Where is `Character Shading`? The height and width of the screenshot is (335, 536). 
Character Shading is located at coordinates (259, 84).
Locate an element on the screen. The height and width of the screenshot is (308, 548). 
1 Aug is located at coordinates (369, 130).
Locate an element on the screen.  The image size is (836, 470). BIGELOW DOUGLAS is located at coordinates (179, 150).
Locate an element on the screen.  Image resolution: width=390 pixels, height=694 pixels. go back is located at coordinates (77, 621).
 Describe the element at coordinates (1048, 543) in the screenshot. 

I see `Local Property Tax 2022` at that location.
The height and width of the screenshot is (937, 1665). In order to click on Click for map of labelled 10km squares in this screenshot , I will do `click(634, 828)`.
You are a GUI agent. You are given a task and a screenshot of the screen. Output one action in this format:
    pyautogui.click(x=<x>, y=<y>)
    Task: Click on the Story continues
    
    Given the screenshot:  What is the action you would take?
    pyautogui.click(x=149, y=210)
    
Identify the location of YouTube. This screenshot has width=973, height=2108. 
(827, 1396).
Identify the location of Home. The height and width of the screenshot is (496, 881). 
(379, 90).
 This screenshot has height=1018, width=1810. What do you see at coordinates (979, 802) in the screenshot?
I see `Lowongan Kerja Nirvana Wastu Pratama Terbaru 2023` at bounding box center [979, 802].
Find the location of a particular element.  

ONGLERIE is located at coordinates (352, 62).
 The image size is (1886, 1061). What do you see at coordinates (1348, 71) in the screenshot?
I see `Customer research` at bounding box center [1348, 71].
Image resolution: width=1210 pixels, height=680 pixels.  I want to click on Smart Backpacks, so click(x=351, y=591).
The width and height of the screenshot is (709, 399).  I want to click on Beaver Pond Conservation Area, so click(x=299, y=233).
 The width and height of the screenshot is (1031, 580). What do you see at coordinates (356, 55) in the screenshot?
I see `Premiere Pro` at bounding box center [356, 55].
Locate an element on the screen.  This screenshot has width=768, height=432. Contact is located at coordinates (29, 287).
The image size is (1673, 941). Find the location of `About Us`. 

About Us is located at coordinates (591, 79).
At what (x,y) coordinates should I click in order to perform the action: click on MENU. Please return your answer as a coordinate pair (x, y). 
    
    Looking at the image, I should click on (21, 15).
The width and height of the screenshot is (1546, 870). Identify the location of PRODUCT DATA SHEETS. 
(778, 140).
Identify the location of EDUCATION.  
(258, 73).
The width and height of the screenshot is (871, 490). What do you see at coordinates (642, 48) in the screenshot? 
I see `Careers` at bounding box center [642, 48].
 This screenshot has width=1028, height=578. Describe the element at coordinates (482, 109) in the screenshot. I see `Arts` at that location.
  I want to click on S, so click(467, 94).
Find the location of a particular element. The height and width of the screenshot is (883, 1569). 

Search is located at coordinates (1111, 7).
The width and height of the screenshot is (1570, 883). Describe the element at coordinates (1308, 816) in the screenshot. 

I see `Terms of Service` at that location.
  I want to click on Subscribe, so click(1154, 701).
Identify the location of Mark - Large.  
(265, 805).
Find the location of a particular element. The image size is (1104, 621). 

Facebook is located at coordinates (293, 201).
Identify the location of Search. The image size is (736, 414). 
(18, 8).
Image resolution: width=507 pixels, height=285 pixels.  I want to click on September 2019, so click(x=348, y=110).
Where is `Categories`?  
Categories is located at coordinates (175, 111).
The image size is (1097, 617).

About this exercise => Type out each entry above again, exactly.

Written answer =>
Where is `Character Shading`? The height and width of the screenshot is (335, 536). 
Character Shading is located at coordinates (259, 84).
Locate an element on the screen. The height and width of the screenshot is (308, 548). 
1 Aug is located at coordinates (369, 130).
Locate an element on the screen.  The image size is (836, 470). BIGELOW DOUGLAS is located at coordinates (179, 150).
Locate an element on the screen.  Image resolution: width=390 pixels, height=694 pixels. go back is located at coordinates (77, 621).
 Describe the element at coordinates (1048, 543) in the screenshot. 

I see `Local Property Tax 2022` at that location.
The height and width of the screenshot is (937, 1665). In order to click on Click for map of labelled 10km squares in this screenshot , I will do `click(634, 828)`.
You are a GUI agent. You are given a task and a screenshot of the screen. Output one action in this format:
    pyautogui.click(x=<x>, y=<y>)
    Task: Click on the Story continues
    
    Given the screenshot:  What is the action you would take?
    pyautogui.click(x=149, y=210)
    
Identify the location of YouTube. This screenshot has width=973, height=2108. 
(827, 1396).
Identify the location of Home. The height and width of the screenshot is (496, 881). 
(379, 90).
 This screenshot has height=1018, width=1810. What do you see at coordinates (979, 802) in the screenshot?
I see `Lowongan Kerja Nirvana Wastu Pratama Terbaru 2023` at bounding box center [979, 802].
Find the location of a particular element.  

ONGLERIE is located at coordinates (352, 62).
 The image size is (1886, 1061). What do you see at coordinates (1348, 71) in the screenshot?
I see `Customer research` at bounding box center [1348, 71].
Image resolution: width=1210 pixels, height=680 pixels.  I want to click on Smart Backpacks, so click(x=351, y=591).
The width and height of the screenshot is (709, 399).  I want to click on Beaver Pond Conservation Area, so click(x=299, y=233).
 The width and height of the screenshot is (1031, 580). What do you see at coordinates (356, 55) in the screenshot?
I see `Premiere Pro` at bounding box center [356, 55].
Locate an element on the screen.  This screenshot has width=768, height=432. Contact is located at coordinates (29, 287).
The image size is (1673, 941). Find the location of `About Us`. 

About Us is located at coordinates (591, 79).
At what (x,y) coordinates should I click in order to perform the action: click on MENU. Please return your answer as a coordinate pair (x, y). 
    
    Looking at the image, I should click on (21, 15).
The width and height of the screenshot is (1546, 870). Identify the location of PRODUCT DATA SHEETS. 
(778, 140).
Identify the location of EDUCATION.  
(258, 73).
The width and height of the screenshot is (871, 490). What do you see at coordinates (642, 48) in the screenshot? 
I see `Careers` at bounding box center [642, 48].
 This screenshot has width=1028, height=578. Describe the element at coordinates (482, 109) in the screenshot. I see `Arts` at that location.
  I want to click on S, so click(467, 94).
Find the location of a particular element. The height and width of the screenshot is (883, 1569). 

Search is located at coordinates (1111, 7).
The width and height of the screenshot is (1570, 883). Describe the element at coordinates (1308, 816) in the screenshot. 

I see `Terms of Service` at that location.
  I want to click on Subscribe, so click(1154, 701).
Identify the location of Mark - Large.  
(265, 805).
Find the location of a particular element. The image size is (1104, 621). 

Facebook is located at coordinates (293, 201).
Identify the location of Search. The image size is (736, 414). 
(18, 8).
Image resolution: width=507 pixels, height=285 pixels.  I want to click on September 2019, so click(x=348, y=110).
Where is `Categories`?  
Categories is located at coordinates (175, 111).
The image size is (1097, 617).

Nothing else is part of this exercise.